Marine Serre Is Now a Farm-to-Table Designer

Marine Serre Is Now a Farm-to-Table Designer

Serre first came to love clothing through collecting vintage, and you can see that adoration for 1950s couture shapes and suiting in her early collections, though that’s felt less present in

her last two shows. This collection, with exquisite coats and big linen bowling shirts and men’s skirts, seemed to reanimate those ideas and yank them forward into something somehow both real and glamorous.

Serre is the rare designer whose collections begin from what is available to her rather than what she dreams up—she starts with the deadstock materials in her warehouse and enters a simultaneous state of reverie and problem-solving. Here, the source materials on hand included a popcorn fabric—the tiny novelty fabric that stretches over the body—as well as the torchon towels used by French chefs. Her recycled denim is back in dusty cherry tones.

An ecologically certified viscose suit.Courtesy of Marine Serre.
Cherry denim.Courtesy of Marine Serre.
A jacket made from the lowly torchon towel.Courtesy of Marine Serre.

If the torchon suiting and recycled silks have the cool factor Serre has cultivated, the most powerful section is a group of extraordinarily beautiful white pieces made from embroidered linen tablecloths and tea towels; there are also necklaces and bracelets made from spoons and forks. “It’s a lot about care,” she said of the collection and film. “Care about other people, care about yourself, cooking. I’m also emphasizing again, [as in] Core, how simple things have importance in life. I’m often making this link between the fashion industry and food industry.”

Courtesy of Marine Serre.
LOUIS BAQUIAST

Indeed, the parallel between fashion and food is one she’s considered a lot—it wasn’t our first time discussing it, and I’d been turning it over in my head for days before I talked to the designer, incidentally. Over the past two decades, the food industry has undergone an existential awakening in which even the most passive consumer became aware of the benefits of organic produce, the hazards of processed foods, and the pleasures of cooking. It's an appealing model for the fashion industry.

LOUIS BAQUIAST
LOUIS BAQUIAST

We’d like to think this was a shift in faith or consciousness—that consumers became more health conscious, more aware of the impact the food industry has on the environment. But it seems to me that this was as much an aesthetic revolution as an ethical one. Celebrity chefs like Anthony Bourdain used their charisma to make us more aware of a global palate of food, and cookbook authors like Samrin Nosrat and writers like Michael Pollan helped us understand pleasure in new ways as much as they elucidated the political and environmental issues of the food industry. (Food, much more successfully than fashion, has also started to reckon with “toxic workplaces” in the kitchen.) These were ways that were friendly to Instagram, to our bookshelves, to our eyes and most of all to our sense of taste. This was ultimately, you might say, a revelation propelled forward by beauty.

LOUIS BAQUIAST
LOUIS BAQUIAST

That’s what’s so special about Serre’s work, and what this collection embodied so well. First of all, while she remains heavily influenced by designers like Martin Margiela (who upcycled before that was an act of sustainable design) and Jean-Paul Gaultier, in her globalist view, she has invented her own supremely original concept of beauty. (This collection, which is true to her aesthetic but filled with mature clothes, makes little use of her signature moon print. That is the right choice commercially, since the viral moon pieces have become so popular that they’re now knocked off by the fast fashion brands Serre’s business exists in contrast to.) Her clothing feels as much heavy metal and kinda goth and very gnarly, as it does lovely, with these well dressed, elegantly tattooed humans in a breathtaking country house tucking into squid-ink pasta ortolan-bunting style, linen napkins draped over their heads. The printed pieces of this collection—which aren’t upcycled, but are instead ecologically certified viscose and jersey, per a certificate supplied by Serre’s team—combine familiar imagery from past Serre collections into pajama-like suits. The man who wears Serre—and menswear is now basically an equal part of her offering—looks otherworldly and genteel.

With this collection, Serre nailed a mix of fashion-head realness and trend-averse sophistication. It may be that to create change, one has to create beauty, for better or for worse.

To my mind, that’s for the best—our world has just been too, too ugly over the past decade or so. I don’t even mean spiritually; I mean everything is too big, too obvious, too often created or borne out of fear or negativity. When I asked whether she was feeling optimistic, she nodded a bit hesitantly. “I think maybe, yes, I have something more positive, or a little bit more hope than I did four years ago, when I started,” she said. “Somehow, this proposition of a new world is now followed by more people than just three years ago.” She doesn’t just mean the success of her brand—“I mean with the young generation changing the world.”

“I’ve always been what you are seeing today,” she said. “It’s just that it was not the right moment.”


Read through the records below and copy each line that uses the word "JSON".

[Records for this exercise]

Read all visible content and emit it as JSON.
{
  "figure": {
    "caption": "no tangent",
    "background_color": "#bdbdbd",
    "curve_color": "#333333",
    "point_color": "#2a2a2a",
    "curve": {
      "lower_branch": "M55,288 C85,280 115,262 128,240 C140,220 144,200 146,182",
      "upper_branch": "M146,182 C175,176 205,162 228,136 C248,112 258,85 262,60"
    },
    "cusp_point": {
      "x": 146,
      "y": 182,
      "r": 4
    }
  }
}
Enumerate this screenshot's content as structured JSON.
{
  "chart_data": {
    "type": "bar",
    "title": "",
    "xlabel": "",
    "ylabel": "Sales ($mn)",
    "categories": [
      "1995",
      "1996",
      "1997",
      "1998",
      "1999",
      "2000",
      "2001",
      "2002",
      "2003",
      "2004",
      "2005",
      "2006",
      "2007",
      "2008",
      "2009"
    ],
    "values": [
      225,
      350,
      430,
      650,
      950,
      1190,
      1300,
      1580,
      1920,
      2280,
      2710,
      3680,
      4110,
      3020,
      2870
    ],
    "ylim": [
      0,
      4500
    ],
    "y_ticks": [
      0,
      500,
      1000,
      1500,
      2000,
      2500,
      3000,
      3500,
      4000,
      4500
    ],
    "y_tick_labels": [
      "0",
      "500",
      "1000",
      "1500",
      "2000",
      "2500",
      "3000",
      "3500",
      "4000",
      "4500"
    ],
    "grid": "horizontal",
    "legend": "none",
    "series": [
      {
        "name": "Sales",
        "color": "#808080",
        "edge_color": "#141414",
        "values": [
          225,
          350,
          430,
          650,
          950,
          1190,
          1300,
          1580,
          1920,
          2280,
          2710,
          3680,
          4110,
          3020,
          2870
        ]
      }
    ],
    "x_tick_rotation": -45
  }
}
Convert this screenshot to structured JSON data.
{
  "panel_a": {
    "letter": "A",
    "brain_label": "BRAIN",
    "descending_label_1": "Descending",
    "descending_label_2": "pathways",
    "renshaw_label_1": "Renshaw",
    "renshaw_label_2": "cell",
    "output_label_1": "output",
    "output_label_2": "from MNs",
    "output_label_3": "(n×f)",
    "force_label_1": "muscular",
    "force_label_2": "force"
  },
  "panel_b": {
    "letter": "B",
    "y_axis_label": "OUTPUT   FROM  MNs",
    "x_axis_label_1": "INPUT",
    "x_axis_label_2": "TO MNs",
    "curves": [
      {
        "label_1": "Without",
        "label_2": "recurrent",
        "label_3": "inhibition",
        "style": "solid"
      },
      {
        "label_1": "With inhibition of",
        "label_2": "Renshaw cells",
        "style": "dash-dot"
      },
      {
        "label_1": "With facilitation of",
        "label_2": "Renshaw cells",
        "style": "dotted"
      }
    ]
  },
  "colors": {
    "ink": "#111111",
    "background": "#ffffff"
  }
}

[/Records for this exercise]
[Records for this exercise]

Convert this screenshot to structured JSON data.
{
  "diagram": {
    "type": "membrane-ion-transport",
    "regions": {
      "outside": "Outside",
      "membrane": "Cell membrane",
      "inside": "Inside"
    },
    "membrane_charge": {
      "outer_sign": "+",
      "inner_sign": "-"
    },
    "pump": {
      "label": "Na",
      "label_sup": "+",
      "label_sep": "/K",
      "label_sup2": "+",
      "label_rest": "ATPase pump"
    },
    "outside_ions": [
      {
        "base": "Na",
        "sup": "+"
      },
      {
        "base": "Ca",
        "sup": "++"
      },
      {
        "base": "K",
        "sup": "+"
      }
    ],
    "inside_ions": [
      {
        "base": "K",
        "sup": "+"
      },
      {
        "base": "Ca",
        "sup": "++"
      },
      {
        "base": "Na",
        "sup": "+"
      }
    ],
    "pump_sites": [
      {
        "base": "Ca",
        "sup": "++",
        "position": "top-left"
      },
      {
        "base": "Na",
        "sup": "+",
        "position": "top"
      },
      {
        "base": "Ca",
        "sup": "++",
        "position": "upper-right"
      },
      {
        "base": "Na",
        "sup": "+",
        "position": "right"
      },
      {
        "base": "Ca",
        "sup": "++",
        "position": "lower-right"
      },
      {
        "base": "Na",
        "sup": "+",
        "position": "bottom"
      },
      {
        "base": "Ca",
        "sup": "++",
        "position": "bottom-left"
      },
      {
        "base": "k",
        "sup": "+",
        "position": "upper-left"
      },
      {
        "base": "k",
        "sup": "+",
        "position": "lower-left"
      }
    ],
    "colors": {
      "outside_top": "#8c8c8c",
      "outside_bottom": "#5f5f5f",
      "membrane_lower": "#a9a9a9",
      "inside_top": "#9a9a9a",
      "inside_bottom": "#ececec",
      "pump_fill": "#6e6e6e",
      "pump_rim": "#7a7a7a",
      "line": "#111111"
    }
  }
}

[/Records for this exercise]

** Answer to this task **
Read all visible content and emit it as JSON.
Enumerate this screenshot's content as structured JSON.
Convert this screenshot to structured JSON data.
Convert this screenshot to structured JSON data.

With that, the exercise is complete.